Tunneling into Multiwalled Carbon Nanotubes: Coulomb Blockade and Fano Resonance
W. Yi, L. Lu, H. Hu, Z. W. Pan, S. Xie

TL;DR
This paper investigates tunneling into multiwalled carbon nanotubes, revealing Coulomb blockade effects and Fano resonance phenomena through spectroscopic measurements and theoretical analysis.
Contribution
It provides the first detailed experimental observation of Coulomb interactions and Fano resonance in MWNT tunneling, supported by numerical fitting to quantum-fluctuation theory.
Findings
Strong zero-bias suppression of TDOS due to Coulomb interactions
Asymmetric conductance anomaly near zero bias
Fano resonance observed in strong tunneling regime
Abstract
Tunneling spectroscopy measurements of single tunnel junctions formed between multiwalled carbon nanotubes (MWNTs) and a normal metal are reported. Intrinsic Coulomb interactions in the MWNTs give rise to a strong zero-bias suppression of a tunneling density of states (TDOS) that can be fitted numerically to the environmental quantum-fluctuation (EQF) theory. An asymmetric conductance anomaly near zero bias is found at low temperatures and interpreted as Fano resonance in the strong tunneling regime.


Instructions for the task: Pull from the data below each line where the word "type" occurs, and copy it.

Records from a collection

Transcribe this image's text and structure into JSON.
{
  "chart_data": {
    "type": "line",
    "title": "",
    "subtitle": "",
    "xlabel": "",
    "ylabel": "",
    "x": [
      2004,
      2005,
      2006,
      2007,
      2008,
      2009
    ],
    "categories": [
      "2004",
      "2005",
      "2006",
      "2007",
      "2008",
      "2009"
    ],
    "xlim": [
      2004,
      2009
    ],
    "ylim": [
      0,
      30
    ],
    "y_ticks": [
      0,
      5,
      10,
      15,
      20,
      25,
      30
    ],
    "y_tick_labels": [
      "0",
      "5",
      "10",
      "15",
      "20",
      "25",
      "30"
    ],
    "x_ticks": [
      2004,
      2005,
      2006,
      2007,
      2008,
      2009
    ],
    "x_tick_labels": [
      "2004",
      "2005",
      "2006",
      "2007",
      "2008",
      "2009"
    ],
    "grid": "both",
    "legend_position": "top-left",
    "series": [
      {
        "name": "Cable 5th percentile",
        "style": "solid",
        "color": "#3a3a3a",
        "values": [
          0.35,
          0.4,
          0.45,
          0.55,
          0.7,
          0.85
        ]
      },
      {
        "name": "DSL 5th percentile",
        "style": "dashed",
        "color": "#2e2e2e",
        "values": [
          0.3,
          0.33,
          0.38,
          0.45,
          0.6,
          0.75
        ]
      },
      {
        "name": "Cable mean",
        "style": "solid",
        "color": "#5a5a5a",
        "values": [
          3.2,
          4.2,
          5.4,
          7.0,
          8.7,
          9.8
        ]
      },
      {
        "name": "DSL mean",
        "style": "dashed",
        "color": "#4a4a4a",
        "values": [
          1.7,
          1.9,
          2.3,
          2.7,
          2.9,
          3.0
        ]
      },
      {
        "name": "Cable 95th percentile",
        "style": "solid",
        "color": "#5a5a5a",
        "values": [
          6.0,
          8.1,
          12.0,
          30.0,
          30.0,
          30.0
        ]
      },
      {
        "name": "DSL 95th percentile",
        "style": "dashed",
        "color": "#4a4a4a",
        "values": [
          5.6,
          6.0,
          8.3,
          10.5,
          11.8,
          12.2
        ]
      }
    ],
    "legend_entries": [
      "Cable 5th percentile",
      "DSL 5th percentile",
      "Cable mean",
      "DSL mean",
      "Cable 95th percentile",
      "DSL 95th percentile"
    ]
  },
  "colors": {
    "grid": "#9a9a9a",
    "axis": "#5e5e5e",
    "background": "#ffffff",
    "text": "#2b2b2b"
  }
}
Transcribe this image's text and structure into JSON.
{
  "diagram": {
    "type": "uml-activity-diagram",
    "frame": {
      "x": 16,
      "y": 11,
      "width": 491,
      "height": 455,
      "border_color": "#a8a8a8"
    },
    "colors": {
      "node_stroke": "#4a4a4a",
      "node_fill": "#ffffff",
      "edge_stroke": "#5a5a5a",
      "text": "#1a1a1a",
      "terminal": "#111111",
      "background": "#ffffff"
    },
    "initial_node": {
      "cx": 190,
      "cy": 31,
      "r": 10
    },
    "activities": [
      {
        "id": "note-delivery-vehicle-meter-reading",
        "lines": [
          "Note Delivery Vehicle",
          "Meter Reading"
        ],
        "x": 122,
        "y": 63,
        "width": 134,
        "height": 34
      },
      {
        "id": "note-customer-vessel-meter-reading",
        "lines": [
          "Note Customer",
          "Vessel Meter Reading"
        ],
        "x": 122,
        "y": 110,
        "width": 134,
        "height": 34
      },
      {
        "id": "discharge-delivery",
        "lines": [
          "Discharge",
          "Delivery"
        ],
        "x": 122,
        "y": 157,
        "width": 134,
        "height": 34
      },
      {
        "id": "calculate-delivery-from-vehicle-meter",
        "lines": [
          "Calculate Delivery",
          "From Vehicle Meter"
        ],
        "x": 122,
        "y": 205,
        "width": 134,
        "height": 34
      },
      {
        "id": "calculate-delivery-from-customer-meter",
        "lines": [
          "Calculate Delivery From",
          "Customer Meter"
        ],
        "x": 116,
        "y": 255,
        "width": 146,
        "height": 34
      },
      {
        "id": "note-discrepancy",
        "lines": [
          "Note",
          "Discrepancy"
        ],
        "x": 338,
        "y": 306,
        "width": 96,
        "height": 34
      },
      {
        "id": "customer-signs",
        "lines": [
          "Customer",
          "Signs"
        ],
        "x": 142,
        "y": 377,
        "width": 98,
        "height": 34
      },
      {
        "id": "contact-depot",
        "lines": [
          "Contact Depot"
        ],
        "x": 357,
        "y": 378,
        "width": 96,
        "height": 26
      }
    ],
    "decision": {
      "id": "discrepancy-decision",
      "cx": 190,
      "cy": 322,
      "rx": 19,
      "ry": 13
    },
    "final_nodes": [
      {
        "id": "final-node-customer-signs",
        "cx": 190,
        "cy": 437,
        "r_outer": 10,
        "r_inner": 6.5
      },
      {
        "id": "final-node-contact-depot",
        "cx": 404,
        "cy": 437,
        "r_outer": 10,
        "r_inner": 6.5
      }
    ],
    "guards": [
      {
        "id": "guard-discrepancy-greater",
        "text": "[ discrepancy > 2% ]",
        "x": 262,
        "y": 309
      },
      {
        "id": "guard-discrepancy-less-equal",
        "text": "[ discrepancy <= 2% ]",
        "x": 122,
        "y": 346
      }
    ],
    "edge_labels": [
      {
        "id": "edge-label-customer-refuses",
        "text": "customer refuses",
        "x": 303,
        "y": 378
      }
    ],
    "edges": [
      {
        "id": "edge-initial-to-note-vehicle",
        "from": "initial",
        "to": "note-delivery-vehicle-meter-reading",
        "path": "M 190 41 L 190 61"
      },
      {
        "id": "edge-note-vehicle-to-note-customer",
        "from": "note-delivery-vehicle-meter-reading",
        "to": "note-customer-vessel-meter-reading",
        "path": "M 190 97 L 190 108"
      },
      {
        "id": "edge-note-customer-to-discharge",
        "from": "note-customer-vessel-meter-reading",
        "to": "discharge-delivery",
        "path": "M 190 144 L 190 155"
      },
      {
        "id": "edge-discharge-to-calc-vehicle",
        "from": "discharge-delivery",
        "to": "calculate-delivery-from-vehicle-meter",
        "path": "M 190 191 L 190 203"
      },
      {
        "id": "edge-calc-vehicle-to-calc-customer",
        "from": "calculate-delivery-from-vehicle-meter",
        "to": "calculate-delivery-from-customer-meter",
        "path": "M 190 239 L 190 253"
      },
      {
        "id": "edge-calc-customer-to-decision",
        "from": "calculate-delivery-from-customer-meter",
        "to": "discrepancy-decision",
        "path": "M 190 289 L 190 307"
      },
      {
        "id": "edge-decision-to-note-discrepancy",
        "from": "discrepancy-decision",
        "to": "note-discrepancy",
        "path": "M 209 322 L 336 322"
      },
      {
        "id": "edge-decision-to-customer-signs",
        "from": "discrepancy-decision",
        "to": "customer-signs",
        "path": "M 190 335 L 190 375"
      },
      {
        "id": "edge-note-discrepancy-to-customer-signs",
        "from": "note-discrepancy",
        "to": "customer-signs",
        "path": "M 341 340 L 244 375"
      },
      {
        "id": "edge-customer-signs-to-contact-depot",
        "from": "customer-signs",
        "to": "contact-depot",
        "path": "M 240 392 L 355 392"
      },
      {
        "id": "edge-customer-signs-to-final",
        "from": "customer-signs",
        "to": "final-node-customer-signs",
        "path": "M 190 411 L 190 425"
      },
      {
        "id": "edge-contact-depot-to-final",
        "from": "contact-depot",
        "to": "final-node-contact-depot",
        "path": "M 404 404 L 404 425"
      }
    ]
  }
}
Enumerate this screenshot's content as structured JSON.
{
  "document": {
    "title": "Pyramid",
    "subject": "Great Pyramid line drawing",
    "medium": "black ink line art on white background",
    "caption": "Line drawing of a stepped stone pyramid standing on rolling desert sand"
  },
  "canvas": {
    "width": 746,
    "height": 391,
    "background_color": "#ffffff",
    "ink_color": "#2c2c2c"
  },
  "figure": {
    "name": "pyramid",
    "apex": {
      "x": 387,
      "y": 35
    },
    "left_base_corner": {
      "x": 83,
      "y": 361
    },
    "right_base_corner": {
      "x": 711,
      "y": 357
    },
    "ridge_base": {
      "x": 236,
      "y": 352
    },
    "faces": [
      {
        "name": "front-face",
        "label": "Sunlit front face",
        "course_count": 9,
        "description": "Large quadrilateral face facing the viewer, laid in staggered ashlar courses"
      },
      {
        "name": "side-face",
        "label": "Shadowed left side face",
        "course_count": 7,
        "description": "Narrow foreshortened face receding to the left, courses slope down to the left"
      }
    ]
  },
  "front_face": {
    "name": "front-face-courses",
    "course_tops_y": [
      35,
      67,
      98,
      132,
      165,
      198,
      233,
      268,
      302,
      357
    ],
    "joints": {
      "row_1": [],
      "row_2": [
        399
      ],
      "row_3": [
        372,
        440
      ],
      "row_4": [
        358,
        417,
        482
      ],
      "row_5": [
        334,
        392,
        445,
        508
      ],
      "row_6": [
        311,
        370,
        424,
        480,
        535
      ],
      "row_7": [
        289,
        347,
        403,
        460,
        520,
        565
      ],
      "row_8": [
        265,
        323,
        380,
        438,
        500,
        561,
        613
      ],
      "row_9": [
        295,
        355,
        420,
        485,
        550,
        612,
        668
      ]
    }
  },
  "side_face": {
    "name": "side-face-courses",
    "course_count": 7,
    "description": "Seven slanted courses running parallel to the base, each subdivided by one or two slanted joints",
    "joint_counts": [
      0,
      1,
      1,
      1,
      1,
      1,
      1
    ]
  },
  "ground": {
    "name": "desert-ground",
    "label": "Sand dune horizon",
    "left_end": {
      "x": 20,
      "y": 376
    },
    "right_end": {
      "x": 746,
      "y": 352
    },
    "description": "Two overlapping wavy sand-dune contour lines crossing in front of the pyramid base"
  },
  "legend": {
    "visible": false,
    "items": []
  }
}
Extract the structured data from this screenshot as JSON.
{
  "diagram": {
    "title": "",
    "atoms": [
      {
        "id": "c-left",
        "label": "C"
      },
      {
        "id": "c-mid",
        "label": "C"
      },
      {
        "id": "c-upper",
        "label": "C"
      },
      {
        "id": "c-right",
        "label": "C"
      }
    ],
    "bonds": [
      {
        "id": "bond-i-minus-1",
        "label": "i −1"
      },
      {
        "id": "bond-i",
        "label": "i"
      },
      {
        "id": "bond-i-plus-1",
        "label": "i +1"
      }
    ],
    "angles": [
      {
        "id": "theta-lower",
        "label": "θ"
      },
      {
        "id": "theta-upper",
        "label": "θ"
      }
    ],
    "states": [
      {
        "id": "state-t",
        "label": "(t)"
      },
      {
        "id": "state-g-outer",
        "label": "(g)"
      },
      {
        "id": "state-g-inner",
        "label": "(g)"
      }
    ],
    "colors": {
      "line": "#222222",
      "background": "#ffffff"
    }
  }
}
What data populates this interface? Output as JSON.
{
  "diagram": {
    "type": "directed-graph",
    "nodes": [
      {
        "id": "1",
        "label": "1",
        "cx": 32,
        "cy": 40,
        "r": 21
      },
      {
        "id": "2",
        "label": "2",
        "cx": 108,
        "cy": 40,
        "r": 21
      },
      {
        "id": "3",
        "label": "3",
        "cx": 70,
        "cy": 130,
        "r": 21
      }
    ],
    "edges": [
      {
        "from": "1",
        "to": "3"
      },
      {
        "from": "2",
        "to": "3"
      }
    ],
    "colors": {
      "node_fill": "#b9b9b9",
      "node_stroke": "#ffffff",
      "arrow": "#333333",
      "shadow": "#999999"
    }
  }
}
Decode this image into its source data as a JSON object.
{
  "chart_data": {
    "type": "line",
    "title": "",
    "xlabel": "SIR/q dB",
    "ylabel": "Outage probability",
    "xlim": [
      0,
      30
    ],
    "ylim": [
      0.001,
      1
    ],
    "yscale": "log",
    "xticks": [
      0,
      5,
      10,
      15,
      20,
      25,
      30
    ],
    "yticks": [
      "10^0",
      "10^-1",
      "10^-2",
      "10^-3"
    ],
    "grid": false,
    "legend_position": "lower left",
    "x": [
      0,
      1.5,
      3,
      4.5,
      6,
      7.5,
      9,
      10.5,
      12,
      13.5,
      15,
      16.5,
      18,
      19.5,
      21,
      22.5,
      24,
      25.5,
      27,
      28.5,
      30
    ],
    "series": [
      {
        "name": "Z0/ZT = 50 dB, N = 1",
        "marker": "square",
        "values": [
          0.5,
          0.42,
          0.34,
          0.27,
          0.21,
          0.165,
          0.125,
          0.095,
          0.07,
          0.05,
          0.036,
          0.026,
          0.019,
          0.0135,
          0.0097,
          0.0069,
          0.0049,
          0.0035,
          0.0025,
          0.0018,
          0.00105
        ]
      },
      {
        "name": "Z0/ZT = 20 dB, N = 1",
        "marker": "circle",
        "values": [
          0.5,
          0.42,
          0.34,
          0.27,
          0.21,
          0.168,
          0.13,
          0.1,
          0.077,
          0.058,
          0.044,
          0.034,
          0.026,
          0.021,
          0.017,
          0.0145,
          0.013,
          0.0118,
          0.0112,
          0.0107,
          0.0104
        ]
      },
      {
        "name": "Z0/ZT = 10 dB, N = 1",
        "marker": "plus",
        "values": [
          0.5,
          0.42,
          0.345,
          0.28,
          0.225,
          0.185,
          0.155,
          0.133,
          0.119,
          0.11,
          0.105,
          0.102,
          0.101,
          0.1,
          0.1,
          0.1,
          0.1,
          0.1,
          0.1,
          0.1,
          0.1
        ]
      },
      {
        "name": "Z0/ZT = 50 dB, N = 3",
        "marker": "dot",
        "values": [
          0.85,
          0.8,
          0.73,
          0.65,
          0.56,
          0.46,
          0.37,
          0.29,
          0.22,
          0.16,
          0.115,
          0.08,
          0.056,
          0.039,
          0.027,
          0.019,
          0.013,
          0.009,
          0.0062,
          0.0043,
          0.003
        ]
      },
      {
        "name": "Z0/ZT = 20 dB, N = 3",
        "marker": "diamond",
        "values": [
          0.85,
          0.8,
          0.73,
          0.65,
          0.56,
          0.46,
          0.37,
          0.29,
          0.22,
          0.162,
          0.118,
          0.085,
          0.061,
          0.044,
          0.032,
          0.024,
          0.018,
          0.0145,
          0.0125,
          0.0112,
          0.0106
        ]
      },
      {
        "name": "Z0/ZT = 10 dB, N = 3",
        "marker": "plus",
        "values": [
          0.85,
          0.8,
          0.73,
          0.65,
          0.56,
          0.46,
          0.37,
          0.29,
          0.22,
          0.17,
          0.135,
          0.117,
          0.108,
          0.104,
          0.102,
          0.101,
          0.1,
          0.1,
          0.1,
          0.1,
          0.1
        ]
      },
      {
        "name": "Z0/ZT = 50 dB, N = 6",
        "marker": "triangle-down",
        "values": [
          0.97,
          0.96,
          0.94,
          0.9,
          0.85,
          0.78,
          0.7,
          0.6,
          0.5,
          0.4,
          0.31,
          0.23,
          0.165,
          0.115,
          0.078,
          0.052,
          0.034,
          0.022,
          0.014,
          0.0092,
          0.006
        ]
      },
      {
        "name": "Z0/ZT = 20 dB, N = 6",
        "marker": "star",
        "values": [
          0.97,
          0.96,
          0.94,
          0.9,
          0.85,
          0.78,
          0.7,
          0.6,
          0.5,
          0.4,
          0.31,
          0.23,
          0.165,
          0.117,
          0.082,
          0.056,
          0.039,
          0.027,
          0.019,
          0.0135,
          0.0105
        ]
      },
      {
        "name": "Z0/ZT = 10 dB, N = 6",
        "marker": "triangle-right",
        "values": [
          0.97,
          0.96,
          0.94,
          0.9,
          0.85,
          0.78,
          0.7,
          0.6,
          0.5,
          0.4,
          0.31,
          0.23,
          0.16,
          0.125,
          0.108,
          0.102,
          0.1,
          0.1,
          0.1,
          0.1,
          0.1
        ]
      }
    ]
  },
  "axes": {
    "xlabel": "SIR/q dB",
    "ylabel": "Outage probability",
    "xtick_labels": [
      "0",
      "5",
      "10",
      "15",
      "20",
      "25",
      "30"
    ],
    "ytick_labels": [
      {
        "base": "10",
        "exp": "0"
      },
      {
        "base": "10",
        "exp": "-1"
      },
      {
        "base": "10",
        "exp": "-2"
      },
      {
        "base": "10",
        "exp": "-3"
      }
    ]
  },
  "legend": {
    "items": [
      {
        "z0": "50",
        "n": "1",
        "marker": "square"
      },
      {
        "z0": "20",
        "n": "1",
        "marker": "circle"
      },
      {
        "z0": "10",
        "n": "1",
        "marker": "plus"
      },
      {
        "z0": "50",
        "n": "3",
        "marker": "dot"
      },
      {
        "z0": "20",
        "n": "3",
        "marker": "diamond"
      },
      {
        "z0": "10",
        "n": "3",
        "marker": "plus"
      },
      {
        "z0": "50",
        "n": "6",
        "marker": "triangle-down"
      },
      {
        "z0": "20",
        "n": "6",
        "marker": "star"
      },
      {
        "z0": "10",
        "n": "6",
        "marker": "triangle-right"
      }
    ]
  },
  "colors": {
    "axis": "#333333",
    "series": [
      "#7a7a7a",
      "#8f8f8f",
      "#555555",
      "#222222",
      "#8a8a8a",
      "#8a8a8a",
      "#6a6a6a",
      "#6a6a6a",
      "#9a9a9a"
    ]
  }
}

Answer:
    "type": "line",
    "type": "uml-activity-diagram",
    "type": "directed-graph",
    "type": "line",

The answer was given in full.